The Letters Had an Impact on Sentencing of Ravi
To many fair minded people and people knowledgeable of how most judges will sentence (by average) a person vis a vis the crime were shocked by the sentence of Ravi. In most cases a person convicted of manslaughter usually wont get the same low sentence as somebody who assaulted somebody else by a slapped in the in the face.
In the case of Ravi you had a jury who convicted him of a laundry list of crimes, for him to do 30 days with small financial fine is like the judge annulled the conviction of the jury.
One is curious to ask why? Is he anti gay? Was he a bully when he was in college? After listening to all the testimony and evidence we have to assumed he was very well verse on the crime. As we ponder this question we find all the letters that were sent to him(the judge). Most people were expecting a serious sentence. That is people on both sides of the issue. The only people that had something to gain to plead with the judge were the Ravi family and many supporters from his country and from here, even gay people themselves. They were the ones that mostly wrote to the judge asking for mercy. .
Those letters came from a man who was once beaten with a baseball bat in a racially motivated attack, the widow of a Minnesota judge, a group representing lesbian, gay and transgender people from South Asia, a gay member of the Navy, and the father of a woman who committed suicide, among others.
There were more than 100 in all, and nearly all had the same theme: telling the judge it would be unjust to put former Rutgers student Dharun Ravi in prison for using a webcam to see roommate Tyler Clementi kissing another man in 2010, just days before Clementi killed himself.
"I learned a lot about bias crimes and bullying through this case," said a writer named Louise. "The bullying and bias acts occurred when the legal system and media got involved. Ravi is not to blame for the hardships endured by the gay community nor should he be tied to the whipping post because of it. If Tyler was not gay, this would have been just a prank gone wrong and no one would have rushed to incarcerate."
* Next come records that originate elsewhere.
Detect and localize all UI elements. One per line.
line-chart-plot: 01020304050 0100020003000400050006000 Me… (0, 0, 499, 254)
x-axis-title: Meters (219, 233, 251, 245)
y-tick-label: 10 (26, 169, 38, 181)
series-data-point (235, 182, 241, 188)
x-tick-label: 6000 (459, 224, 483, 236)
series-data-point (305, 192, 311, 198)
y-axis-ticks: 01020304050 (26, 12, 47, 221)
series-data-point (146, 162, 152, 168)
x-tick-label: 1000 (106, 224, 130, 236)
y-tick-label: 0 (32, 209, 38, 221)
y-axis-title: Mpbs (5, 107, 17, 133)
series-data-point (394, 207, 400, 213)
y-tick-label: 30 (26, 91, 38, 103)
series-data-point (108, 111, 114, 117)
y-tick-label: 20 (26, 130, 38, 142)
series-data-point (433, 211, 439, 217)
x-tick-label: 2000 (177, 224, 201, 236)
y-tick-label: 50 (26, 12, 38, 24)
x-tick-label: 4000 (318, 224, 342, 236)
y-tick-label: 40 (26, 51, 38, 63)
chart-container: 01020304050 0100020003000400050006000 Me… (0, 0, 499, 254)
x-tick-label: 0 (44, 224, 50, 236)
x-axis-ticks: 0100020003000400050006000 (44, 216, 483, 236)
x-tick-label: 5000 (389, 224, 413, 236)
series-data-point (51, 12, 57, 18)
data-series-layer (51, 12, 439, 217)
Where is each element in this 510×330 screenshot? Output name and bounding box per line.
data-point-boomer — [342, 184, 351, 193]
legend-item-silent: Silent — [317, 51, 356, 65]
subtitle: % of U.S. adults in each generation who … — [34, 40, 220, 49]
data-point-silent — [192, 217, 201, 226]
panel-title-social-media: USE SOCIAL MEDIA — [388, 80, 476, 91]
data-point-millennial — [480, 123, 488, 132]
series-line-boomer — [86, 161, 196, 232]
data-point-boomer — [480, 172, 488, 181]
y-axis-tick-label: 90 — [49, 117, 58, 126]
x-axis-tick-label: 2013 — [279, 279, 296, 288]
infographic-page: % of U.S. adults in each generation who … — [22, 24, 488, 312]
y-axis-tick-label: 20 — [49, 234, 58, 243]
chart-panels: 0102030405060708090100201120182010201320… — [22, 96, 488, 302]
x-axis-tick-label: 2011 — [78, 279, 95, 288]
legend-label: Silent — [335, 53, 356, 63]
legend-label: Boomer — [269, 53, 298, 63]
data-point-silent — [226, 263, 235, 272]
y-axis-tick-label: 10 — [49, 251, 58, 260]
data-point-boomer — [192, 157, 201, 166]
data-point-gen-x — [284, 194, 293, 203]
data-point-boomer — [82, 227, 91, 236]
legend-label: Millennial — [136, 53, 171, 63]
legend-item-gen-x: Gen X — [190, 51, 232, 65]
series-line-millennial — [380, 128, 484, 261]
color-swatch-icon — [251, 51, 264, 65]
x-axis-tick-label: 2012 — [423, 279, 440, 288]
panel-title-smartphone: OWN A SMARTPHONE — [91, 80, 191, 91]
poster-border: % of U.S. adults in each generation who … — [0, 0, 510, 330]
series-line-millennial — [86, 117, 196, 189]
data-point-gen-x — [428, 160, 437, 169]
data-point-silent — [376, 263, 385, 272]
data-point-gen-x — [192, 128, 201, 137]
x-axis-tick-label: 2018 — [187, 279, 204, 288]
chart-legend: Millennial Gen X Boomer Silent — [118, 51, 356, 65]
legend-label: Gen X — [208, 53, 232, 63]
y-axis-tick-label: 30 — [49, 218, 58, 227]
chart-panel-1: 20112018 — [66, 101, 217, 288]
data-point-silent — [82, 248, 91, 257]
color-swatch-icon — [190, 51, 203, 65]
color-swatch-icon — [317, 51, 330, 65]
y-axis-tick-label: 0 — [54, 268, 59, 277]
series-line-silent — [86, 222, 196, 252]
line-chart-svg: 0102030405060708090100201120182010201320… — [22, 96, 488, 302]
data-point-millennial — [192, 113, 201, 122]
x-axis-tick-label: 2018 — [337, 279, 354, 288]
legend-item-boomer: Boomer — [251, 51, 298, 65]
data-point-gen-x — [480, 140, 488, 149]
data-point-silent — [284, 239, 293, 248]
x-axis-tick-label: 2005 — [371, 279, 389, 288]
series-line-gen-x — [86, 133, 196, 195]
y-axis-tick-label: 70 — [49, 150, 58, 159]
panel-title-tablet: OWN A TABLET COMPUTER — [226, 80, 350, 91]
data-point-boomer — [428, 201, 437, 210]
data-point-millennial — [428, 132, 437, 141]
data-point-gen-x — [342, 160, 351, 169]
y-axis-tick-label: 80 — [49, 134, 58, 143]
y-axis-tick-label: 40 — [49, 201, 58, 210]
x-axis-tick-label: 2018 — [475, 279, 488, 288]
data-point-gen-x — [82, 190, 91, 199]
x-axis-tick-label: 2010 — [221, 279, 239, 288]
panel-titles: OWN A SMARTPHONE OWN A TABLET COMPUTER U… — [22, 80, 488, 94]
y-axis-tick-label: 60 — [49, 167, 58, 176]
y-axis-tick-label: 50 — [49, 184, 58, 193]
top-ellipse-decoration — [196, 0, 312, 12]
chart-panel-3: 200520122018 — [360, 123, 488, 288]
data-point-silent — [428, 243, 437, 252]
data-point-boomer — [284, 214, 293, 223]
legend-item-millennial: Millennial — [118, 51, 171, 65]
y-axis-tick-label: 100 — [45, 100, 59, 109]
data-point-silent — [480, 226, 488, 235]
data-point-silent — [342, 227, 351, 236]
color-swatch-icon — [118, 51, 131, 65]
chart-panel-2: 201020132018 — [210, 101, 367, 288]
Ravi, now 20, was convicted in March of 15 criminal counts. Soon after, the letters began pouring into Superior Court Judge Glenn Berman's chambers making requests for how to handle sentencing.
Last week, Berman said Ravi would have to serve 30 days in jail. Because the sentence is less than a year, it decreases the chances that immigration authorities will seek to have Ravi deported to India, where he was born and remains a citizen. Prosecutors said they would appeal the sentence as too light.
Before delivering the sentence, Berman held up a folder, inches thick, of the letters he had received. Later, he quoted one of them, calling Clementi's suicide the "pink elephant" in the case.
Some of the letters came through an orchestrated effort. More than 30 of those in the file opened by the judge included a pre-printed plea with space for personal additions.
Sandeep Sharma, a friend of Ravi's family and an organizer of the letters, said he thinks the letters were one factor in the relatively light sentence. "It had probably some influence," Sharma said. "I think the judge himself did not believe that this case belonged to the criminal court system to begin with.”
So we have a loss of a good young man that happened to be gay and in the closet. A non violent man. Had he been straight he probably would have been jailed for what he would have done to Ravi and then raised his arms like a champion after he wins a boxing match.